Products are loaded into a gel.  The strong surface tension of the gel creates a separate pod for each product.  You can fill the fridge for 90% and at the same time, all products are readily available, the meat does not need to freeze it well kept and well.

Oh dear.  You somehow think that there’s a gel that’s strong enough not to skoosh out on to the floor, but soft enough to push food into?  And why the hell would you put your food in it anyway?  And why would it form neat ovals around everything, even the things that are not oval-shaped?

The fuck is this?
The fuck is this?

Also, why would meat not need to be kept frozen, just because it’s mushed into a blob of alien Jello?  And how would you organize anything?  DID YOU THINK THIS THROUGH AT ALL?

Now the refrigerator is several times less space than its outdated predecessors.  It can be placed vertically and horizontally, and even on the ceiling if you’re in zero gravity.  There is no need to provide a place to open the door, no need to wash and most importantly, it uses less electricity.

Finally, you’ve gotten something right.  It doesn’t have a door.  But that zero gravity shit?  That’s just ridiculous.  You can put a normal fridge on the ceiling in zero gravity as long as you keep the door closed, or you don’t care about cheese sticks bouncing around your spaceship.

Bio-robots can identify and select a product for each of the optimal cooling rate and temperature of storage.  The process of cooling is accompanied by the emission of the gel – a process known as luminescence.  Operation is to become beautiful and spectacular.

Your tenuous grasp of the English language has turned the first sentence of this paragraph from delusional ramblings to incomprehensible word vomit.  It doesn’t work, you’re a very silly design student, and you should move on.  Oh, and you still haven’t defined what a bio-robot is.

Goody fucking gumdrops.
Goody fucking gumdrops.

Should I continue?  Should I point out that the “non-sticky, odorless gel” you’ve invented in your mind has no real-world equivalent?  Should I mention that the idea of the gel bulging pregnantly outward as you fill it is unfeasible?  Should I even cast light upon the fact that you seem to have a number pad on your fridge (what the fuck do you need a number pad on a fridge for)?  Or it is all…
just…
hopeless?

You know what, I’m not going to do any of those things.  I’m going to sit here and mourn the fact that I seem to be the only person in the world who notices the moronic nature of “inventions” like these.  Oh you don’t think I am?  This came from a design competition sponsored by Electrolux, they of the tiny washing machine.  This design made the top 25 best submissions, which means that either they only had 25 submissions total or that no one at Electrolux has noticed that this violates the most rock-solid laws of physics that we know of.  And I have.  It saddens me.
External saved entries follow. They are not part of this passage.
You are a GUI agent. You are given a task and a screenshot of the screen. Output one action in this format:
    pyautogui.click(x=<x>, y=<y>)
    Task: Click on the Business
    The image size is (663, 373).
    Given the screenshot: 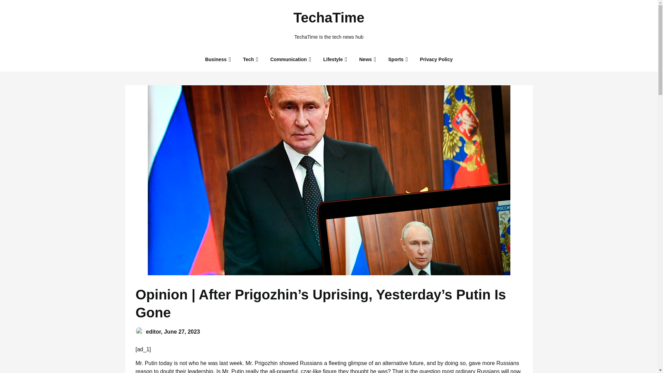 What is the action you would take?
    pyautogui.click(x=216, y=59)
    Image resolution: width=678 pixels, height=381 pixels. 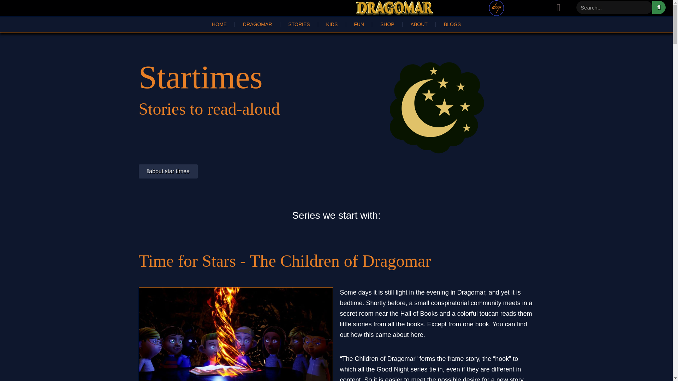 I want to click on DRAGOMAR, so click(x=257, y=24).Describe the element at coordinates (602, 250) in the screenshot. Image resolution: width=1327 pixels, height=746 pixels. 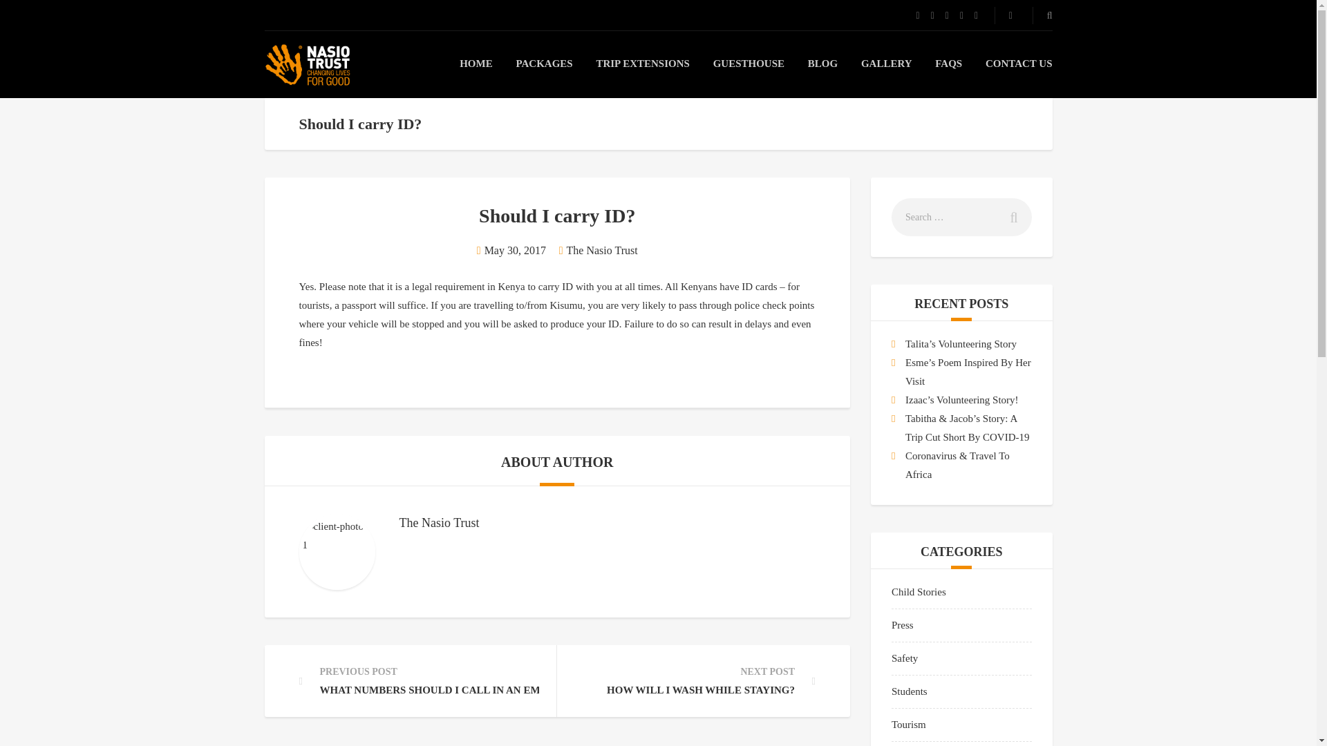
I see `The Nasio Trust` at that location. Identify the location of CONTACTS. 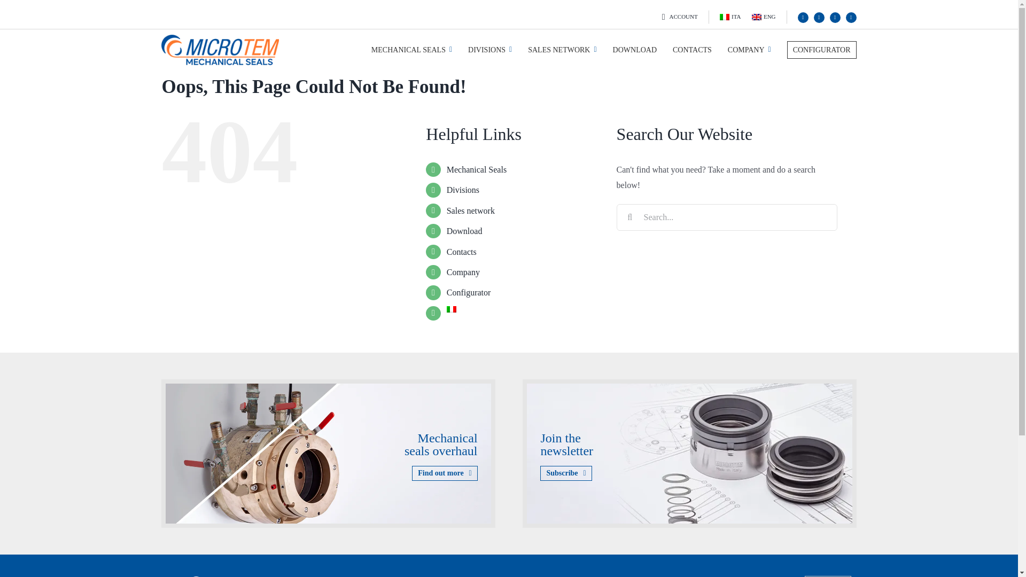
(684, 50).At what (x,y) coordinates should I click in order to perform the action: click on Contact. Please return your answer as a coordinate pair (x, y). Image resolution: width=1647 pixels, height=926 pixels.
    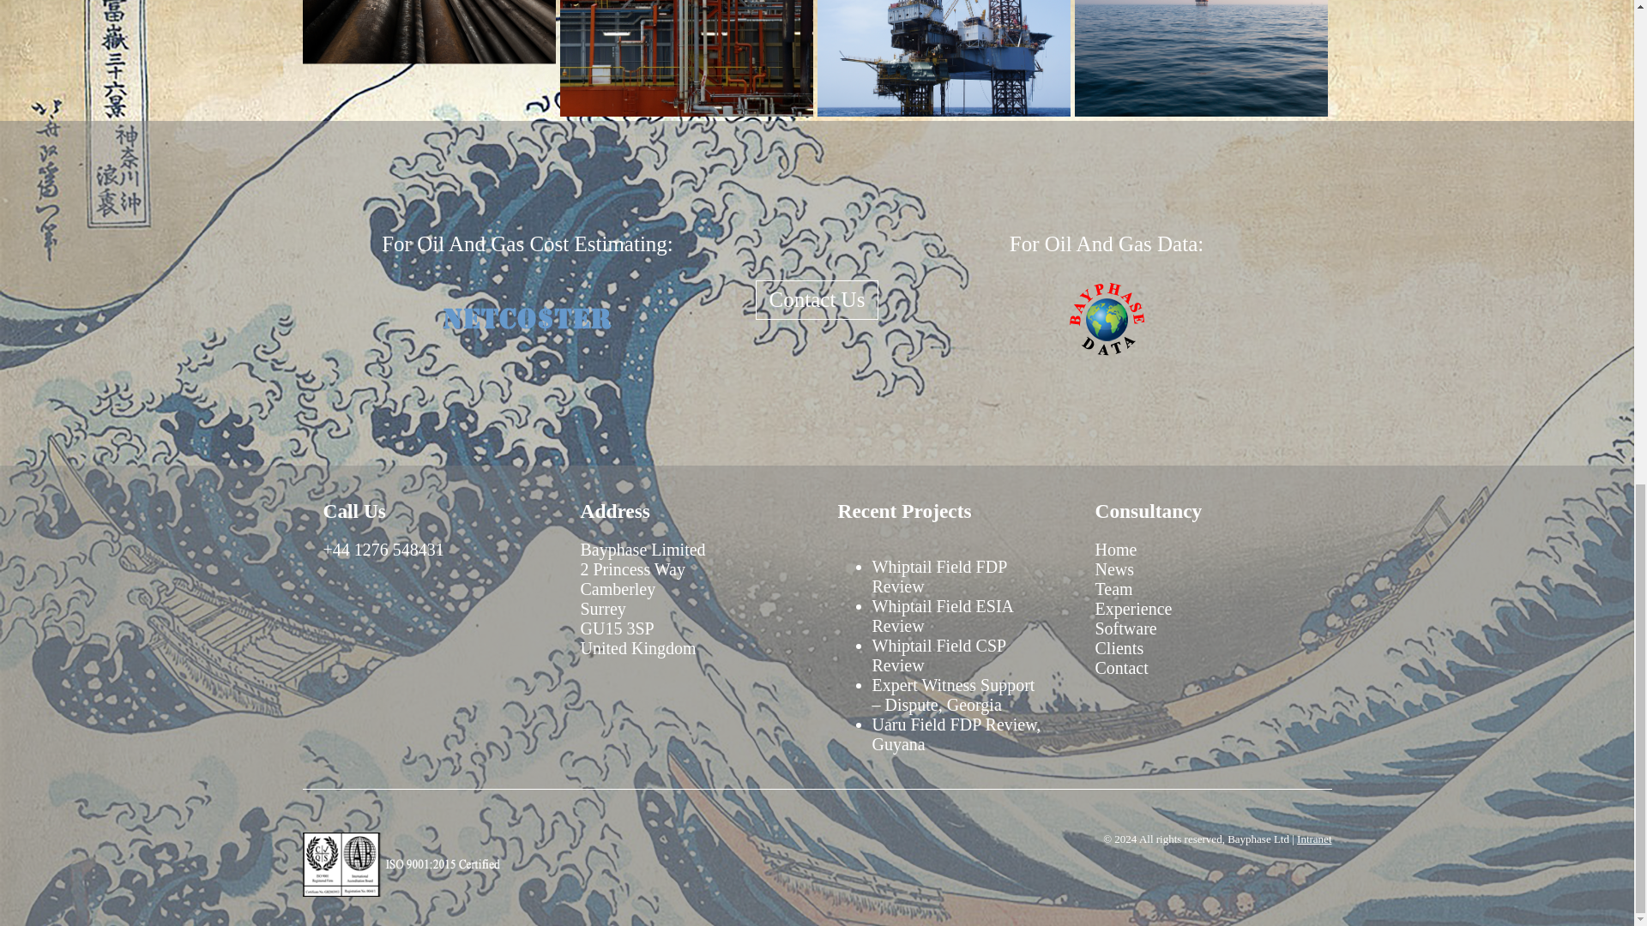
    Looking at the image, I should click on (1121, 667).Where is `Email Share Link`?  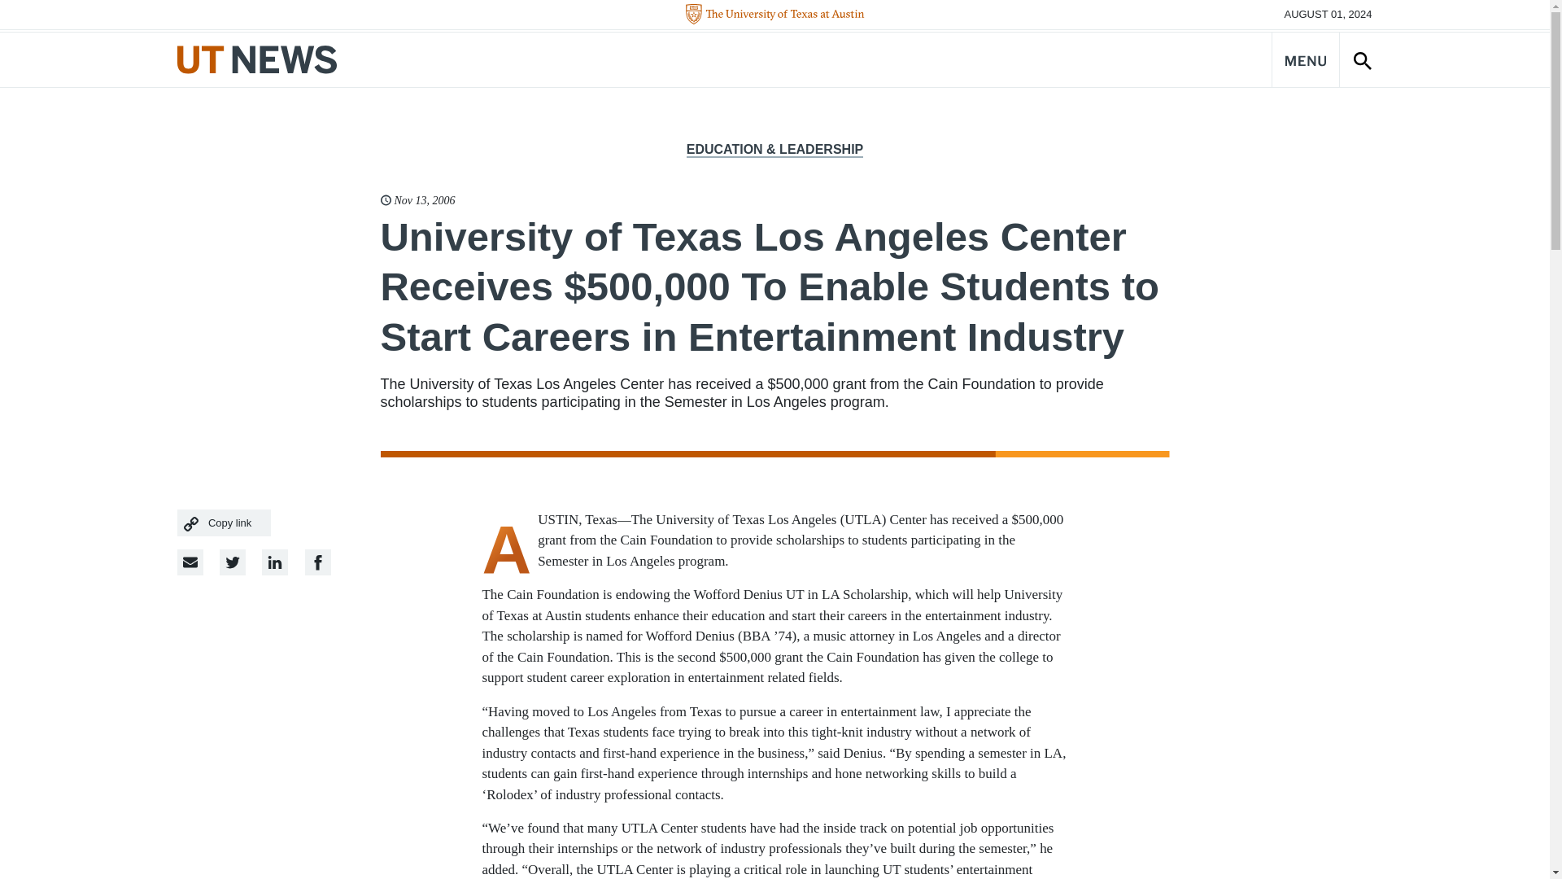 Email Share Link is located at coordinates (190, 562).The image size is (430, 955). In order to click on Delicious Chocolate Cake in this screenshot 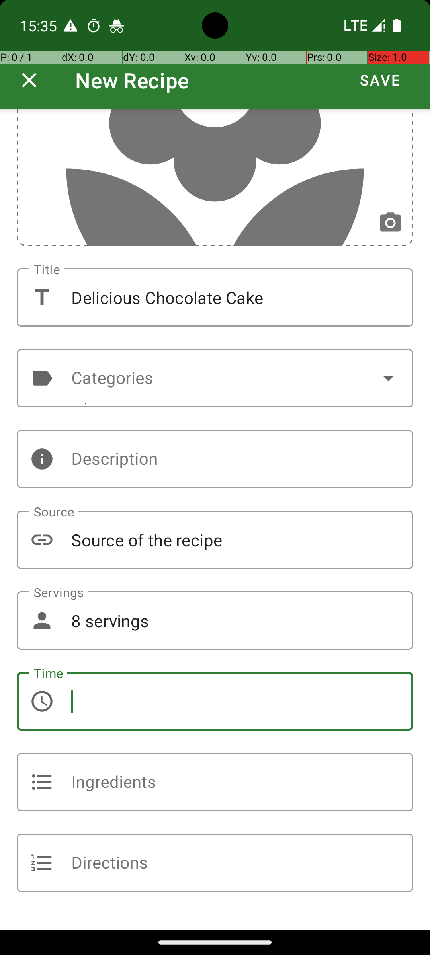, I will do `click(215, 298)`.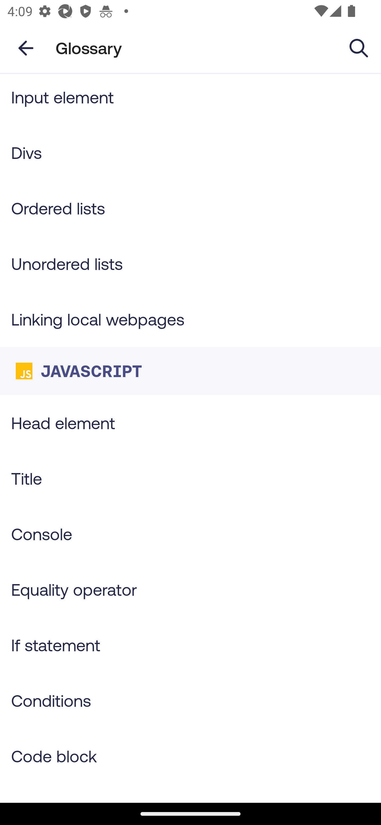  Describe the element at coordinates (26, 48) in the screenshot. I see `Navigate up` at that location.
But I’m done whining, and you’re done caring.  You just want to see a picture of someone squishing an orange into a wall of brightly-colored lime slop, don’t you?

dad59-electroluxbiorobotrefrigeratorbyyuriydmitrievc2bbyankodesign-2

I spoil you.

2 Thoughts

  1. Really. It doesn't require energy at all? That's amazing, and a violation of—let me check—every single law of thermodynamics.

    The first law of thermodynamics is you do not talk about thermodynamics.
    The second law of thermodynamics is YOU DO NOT TALK ABOUT THERMODYNAMICS.

  2. I kind of want to invent this gel now.

    I don't expect it to magically keep things cold, but a luminescent gel with very strong surface tension that does not break when disrupted (uh… hmm, that might cause issues, but the strong surface tension is feasible), and antibacterial properties could be quite interesting and useful. Especially if it could scientifically keep things cold.

    Materials science is magic. You see those amorphous metals? And carbon nanotubes? And superconductors? And flexible screens and touch screens that use electrostaticism to simulate texture (I haven't verified that last one, but the others are totally real and awesome and you know it). If I wasn't busy being a biochemist I would study materials science because they totally could figure something out like this.